In a Room on Broad St., featuring ten dancers in jeans and sneakers, reflected the improvisational air of a street gathering. It opened with what has become the cliché of dancers repeatedly walking and running from one wing of the stage to the other. With chairs as anchors, dancers appeared to engage in conversations, confrontations, and interrogations. Grimacing and scowling at one another, they evinced less the joy of street dance and more the pseudo-anger of West Side Story gang rivalry. The strength of the piece resided in a section that focused on two male dancers (one of them Jonas) who, leaning against each other back to back, created a balancing act of child-like seesawing maneuvers. If there was any humor or personal engagement to be found it was here. In the play of weights and measures, leaning and resisting, falling and catching, Jonas’s strength as a choreographer appeared.

In its hypnotic repetitions, Fly reminded me of the minimalist choreography of Lucinda Childs. Fly revealed more maturity, foregoing the overly dramatic facial expressions and settling into the recurring pattern of four dancers, two at a time, bounding across stage on a sharp angle from back to front and left to right, tracing diagonal lines the breadth of the stage. The magic of turning four dancers, exiting and reappearing, into the illusion of multiple numbers of performers, was clever and engaging.

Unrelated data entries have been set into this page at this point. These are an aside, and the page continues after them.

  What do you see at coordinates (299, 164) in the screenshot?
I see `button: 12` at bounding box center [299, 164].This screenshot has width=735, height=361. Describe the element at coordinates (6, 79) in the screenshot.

Grey, a dance film set at the Getty Center, succeeded on two counts. It showed off the dramatic angles of Richard Meier’s architecture and zeroed in on the strengths of Jonas’s choreography. Dancers became sculptural statements in black, set against the dizzying play of light and shadow created by the stark stones and blinding sun on the Getty mountaintop. With sensual cinematography by William Adashek, the dancers were filmed from above and below as they utilized the staircases, balconies, and platforms of the multi-level architecture. I only wished Jonas could have resisted the close-ups of three female dancers glaring at each other. There was no need to create a sub-text of hostility and one-upmanship. He should take a lesson from Balanchine dancers who are schooled to remain impassive yet engaged, strong yet benign.

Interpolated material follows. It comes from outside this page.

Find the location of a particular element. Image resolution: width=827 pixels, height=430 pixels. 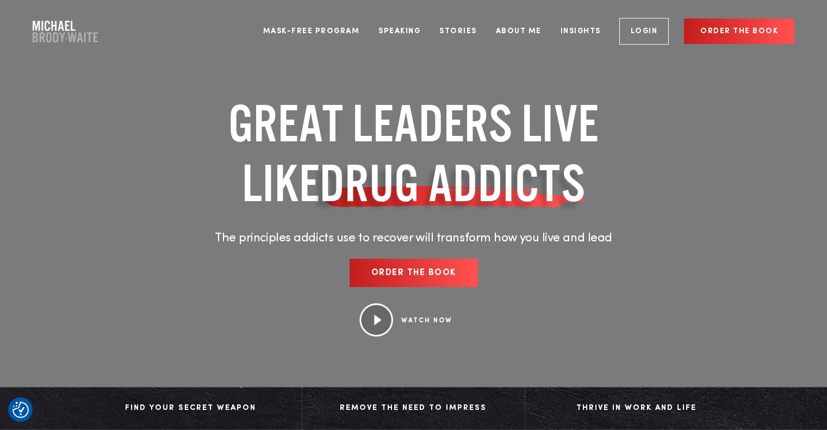

div: Find Your Secret Weapon is located at coordinates (190, 408).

The last piece of the evening, Obstacles, proved the most problematic. If there were clichés in the first piece that weakened it, this one was compromised by being too literal, derailing what could have been a more interesting work. As we listen to the tragic narration of Mallory Smith, living with the devastating trials of cystic fibrosis, Jonas and Marissa Labog enact a literal battle of life and death. Large and lumbering, Jonas embodies the disease; small and vulnerable, Labog dances the victim. Struggling to climb over him, push past him, or crawl around him, Labog is blocked at every step by Jonas’s hulking form. Labog, by far the most diminutive in stature of the company, is repeatedly used throughout In a Room on Broad St. and Obstacles as the victim – constantly lifted, hoisted, and thrown about. It plays with the audience’s sympathies and is obvious casting. Labog is a capable and charismatic performer – why not feature her against type? And why does Jonas choose to hit the nail on the head? Mallory’s narration alternates with Philip Glass’s music. The music would be enough, the choreography would be enough, and the rectangle of light on the floor, which holds and contains the two dancers, would be enough to convey the tragedy and trap of this crippling disease without further comment.

Jonas is at the beginning of his artistic career, on a multimedia path to use film, theatrical performance, and social media to reach out to the community. Time will hopefully deepen his trust in himself and his audience and perhaps enable him to move away from the literal and obvious towards the skills displayed in his more subtle pieces.